For running Kafka on EKS more broadly, see data-on-eks/kafka/.
Redis/Valkey (ElastiCache): AZ-Affinity Read Strategies
The Valkey GLIDE client supports four read strategies via its ReadFrom setting.
| Strategy | Behavior |
|---|---|
PRIMARY | Always reads from the primary (default, AZ-agnostic) |
PREFER_REPLICA | Round-robins across replicas, falls back on failure |
AZ_AFFINITY | Prefers a same-AZ replica, falls back otherwise |
AZ_AFFINITY_REPLICAS_AND_PRIMARY | Same-AZ replica first, then same-AZ primary, then other AZs as a last resort |
For read-heavy workloads (>99% reads), AZ_AFFINITY_REPLICAS_AND_PRIMARY is the recommended balance of cost savings and availability.
from glide import GlideClient, GlideClientConfiguration, ReadFrom
config = GlideClientConfiguration(
addresses=[...],
read_from=ReadFrom.AZ_AFFINITY_REPLICAS_AND_PRIMARY,
client_az="ap-northeast-2a", # the pod's AZ, obtained via one of the methods above
)
client = await GlideClient.create(config)As a real-world example, HotelTrader cut inter-AZ data transfer cost by 95% and improved average latency by 49% after adopting Valkey GLIDE's AZ-affinity routing (without AZ awareness, cache requests were distributed randomly across AZs, generating unnecessary transfer costs). See the AWS database blog post for details.

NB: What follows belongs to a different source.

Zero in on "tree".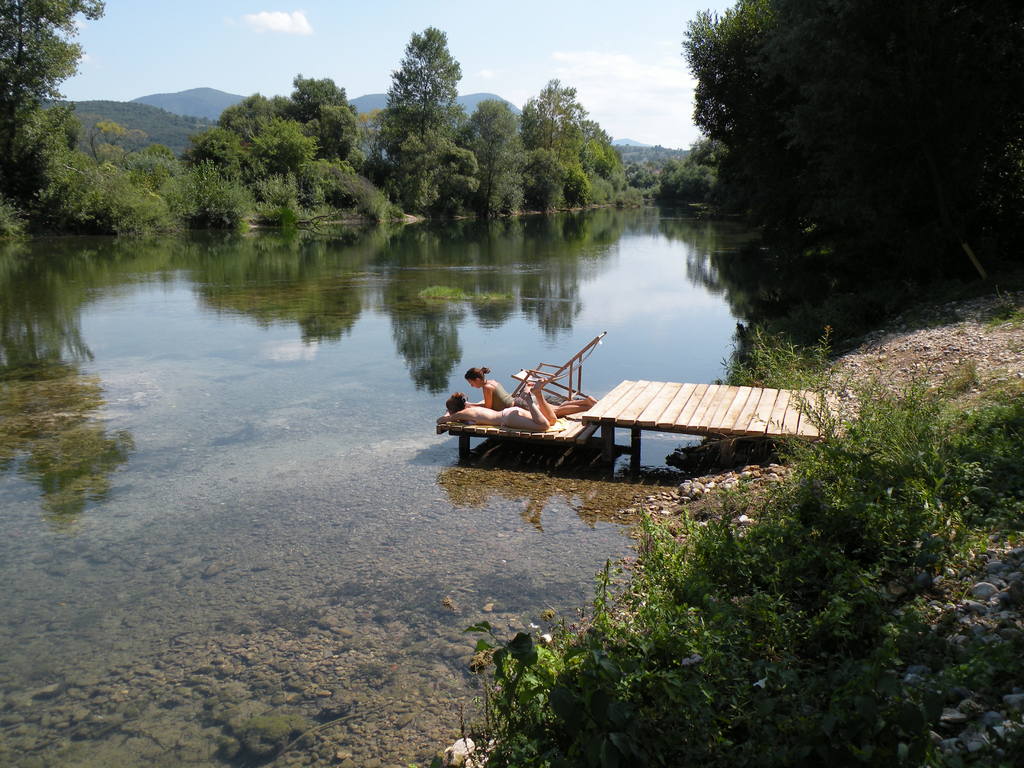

Aurora/RDS: The Reader Endpoint's Limits, and Workarounds
Aurora's default reader endpoint is round-robin DNS with no AZ awareness — a replica in the same AZ gets no priority. This isn't a missing feature so much as a current, real constraint; the open aws-advanced-jdbc-wrapper#1139 issue is asking for AZ affinity itself.
Two workarounds exist:
Per-AZ custom endpoints: group the replica instances in a given AZ into a custom endpoint, and point that AZ's application traffic at it.
bashaws rds create-db-cluster-endpoint \ --db-cluster-identifier my-aurora-cluster \ --db-cluster-endpoint-identifier reader-az-a \ --endpoint-type READER \ --static-members db-instance-az-a-1 db-instance-az-a-2AWS Advanced JDBC Wrapper: provides read/write splitting and a
fastestResponsereader-selection strategy. It isn't true AZ affinity, but it favors the fastest-responding reader, which is usually the same-AZ one.

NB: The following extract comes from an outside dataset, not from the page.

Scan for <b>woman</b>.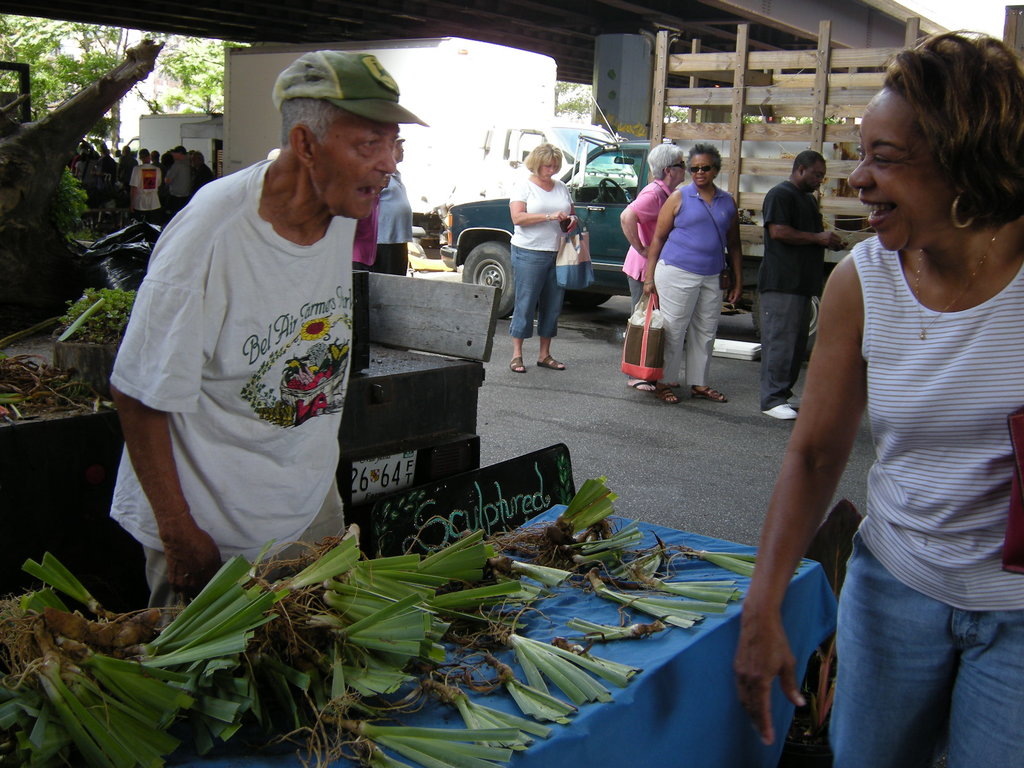
Scan result: box(506, 141, 574, 373).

If you need genuine AZ affinity, option 1 (custom endpoints) is the only reliable route until the open issue above is resolved.
Complementary Kubernetes Service-Layer Options
To pin Service traffic itself to an AZ at the application layer, see Topology Aware Routing (GA); if you run a service mesh, see Istio Zone-Aware Routing. Combined with the data-layer strategies above, the entire read path from application to cache/DB/messaging stays inside the AZ.
Recommended Combination Summary
| Layer | Recommended as of 2026 | Alternative/fallback |
|---|---|---|
| Architecture | Zonal (single-zone) clusters + Cell-Based Architecture | Multi-AZ single cluster (smaller ops teams) |
| Traffic shifting | Target Group + TargetGroupBinding + weight adjustment | Route 53 weighted DNS (different Region/account) |
| Failure response | ARC Zonal Shift (automatic) | Manual weight adjustment |
| Upgrades | Zonal in-place + EKS native rollback (7 days) | Standing blue/green cluster fleet (when full pre-validation is required) |
| Kafka reads | KIP-392 (client.rack + RackAwareReplicaSelector), or Strimzi's rack.topologyKey | Allow region-wide fallback (automatic if no local follower) |
| Cache reads | Valkey GLIDE AZ_AFFINITY_REPLICAS_AND_PRIMARY | PREFER_REPLICA (when AZ awareness isn't needed) |
| DB reads | Aurora per-AZ custom endpoints | AWS Advanced JDBC Wrapper fastestResponse |
Recommended rollout order is traffic-shifting layer -> upgrade/rollback -> data read layer, since it's hard to measure the payoff (especially cost savings) of the later layers without the earlier ones in place.